Good Governance Is Not Cheating

THE European Union’s praise of Guyana’s 2025 elections as peaceful, well-managed and sound is an important recognition of democratic progress.
However, the report’s mention of the “incumbency advantage” as a criticism highlights a troubling contradiction in today’s electoral discussions. It mixes good governance with electoral misconduct.
Minister Kwame McCoy’s recent response to this thinking deserves attention. It raises a key question about what democracy truly expects from governments during elections.
The idea that good governance is suspicious during election years is not only impractical. It is also undemocratic. When observers warn against the “advantage of incumbency” because a government completes budgeted projects, opens hospitals, or provides promised services, they imply that competence is unethical.
This sets an impossible standard where governments must choose between meeting their obligations and seeming neutral. This isn’t a real choice; it is a demand for paralysis disguised as fairness.
Think about the absurdity of the alternative. Should governments put infrastructural projects on hold because an election is coming? Should newly built hospitals stay closed? Should agricultural subsidies be paused to avoid claims of political manoeuvring?
This is not neutrality but rather it is refusal to act. It treats citizens as secondary to the idea of “balance,” denying communities vital services just because delivering them might remind voters that the government is functioning.
Ironically, this reasoning could undermine the very democratic legitimacy it claims to protect, as voters become frustrated with a government that stops working during its most critical time for accountability.
Democratic governments in established democracies understand this well. European governments campaign on their records because performance matters.
They cut ribbons, launch programmes, and showcase their achievements—not as underhanded tactics, but as clear commitments to their record. The public judges them based on this at the ballot box.
This is real accountability. The electorate votes on the basis of visible results, not on the unrealistic idea that all governments should become invisible during elections.
The point Minister McCoy makes is vital, as schools, roads, hospitals, and social programmes are not “incumbency perks” given to friends.
They are the results of governmental responsibility. To label effective delivery as misconduct is to mix hard work with wrongdoing, professionalism with propaganda. A healthy democracy is not measured by how quietly governments withdraw before elections, but instead by what they provide to their citizens throughout their entire time in office, including during elections.
This is not a call for unfettered state resources used for political purposes. But all concerned should not confuse the need for governments to change their usual operations to meet outside expectations for invisibility.
Good governance is not cheating; it is expected. Elections are not times for governments to apologise for their competence, but they are times for voters to judge it. A true democracy trusts citizens to differentiate between legitimate governance and political manipulation. That trust is the basis for real accountability.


Assignment.
Your reply should hold only the lines from the records below where "title" occurs.

Data to use.
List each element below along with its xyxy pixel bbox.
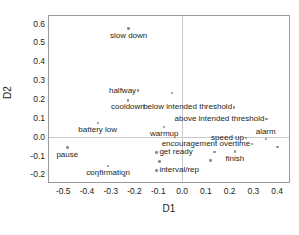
point-label: warmup — [150, 130, 178, 138]
data-point — [209, 159, 211, 161]
y-tick-label: -0.2 — [30, 169, 45, 179]
data-point — [66, 146, 68, 148]
data-point — [265, 138, 267, 140]
point-label: alarm — [256, 128, 276, 136]
x-tick-label: -0.5 — [56, 186, 71, 196]
point-label: battery low — [78, 126, 117, 134]
y-tick-label: 0.4 — [33, 56, 45, 66]
data-point — [163, 126, 165, 128]
point-label: below intended threshold — [143, 103, 232, 111]
data-point — [213, 151, 215, 153]
data-point — [90, 171, 92, 173]
data-point — [123, 175, 125, 177]
data-point — [127, 99, 129, 101]
point-label: above intended threshold — [175, 115, 265, 123]
point-label: halfway — [109, 87, 136, 95]
data-point — [171, 92, 173, 94]
x-tick-label: 0.1 — [200, 186, 212, 196]
y-tick-label: 0.3 — [33, 75, 45, 85]
x-tick-label: 0.2 — [224, 186, 236, 196]
point-label: interval/rep — [159, 166, 199, 174]
data-point — [127, 27, 129, 29]
y-tick-label: 0.2 — [33, 94, 45, 104]
point-label: get ready — [159, 148, 192, 156]
x-tick-label: 0.4 — [271, 186, 283, 196]
x-axis-title: D1 — [48, 203, 290, 214]
data-point — [107, 165, 109, 167]
x-tick-label: -0.3 — [103, 186, 118, 196]
data-point — [251, 143, 253, 145]
y-tick-label: 0.5 — [33, 37, 45, 47]
x-tick-label: -0.4 — [80, 186, 95, 196]
zero-line-vertical — [182, 16, 183, 182]
data-point — [276, 146, 278, 148]
data-point — [233, 106, 235, 108]
point-label: finish — [225, 155, 244, 163]
data-point — [137, 89, 139, 91]
point-label: pause — [56, 151, 78, 159]
y-tick-label: 0.6 — [33, 19, 45, 29]
point-label: cooldown — [111, 103, 145, 111]
x-tick-label: 0.0 — [176, 186, 188, 196]
data-point — [155, 151, 157, 153]
data-point — [97, 175, 99, 177]
y-tick-label: 0.1 — [33, 113, 45, 123]
data-point — [158, 160, 160, 162]
y-tick-label: -0.1 — [30, 151, 45, 161]
data-point — [97, 122, 99, 124]
y-axis-title: D2 — [2, 86, 13, 99]
data-point — [234, 150, 236, 152]
plot-area: 0.60.50.40.30.20.10.0-0.1-0.2 -0.5-0.4-0… — [48, 15, 290, 183]
scatter-chart: 0.60.50.40.30.20.10.0-0.1-0.2 -0.5-0.4-0… — [0, 0, 299, 235]
data-point — [265, 118, 267, 120]
point-label: slow down — [110, 32, 147, 40]
data-point — [155, 169, 157, 171]
x-tick-label: -0.1 — [151, 186, 166, 196]
y-tick-label: 0.0 — [33, 132, 45, 142]
x-tick-label: 0.3 — [247, 186, 259, 196]
x-tick-label: -0.2 — [127, 186, 142, 196]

Result of the task.
x-axis-title: D1 — [48, 203, 290, 214]
y-axis-title: D2 — [2, 86, 13, 99]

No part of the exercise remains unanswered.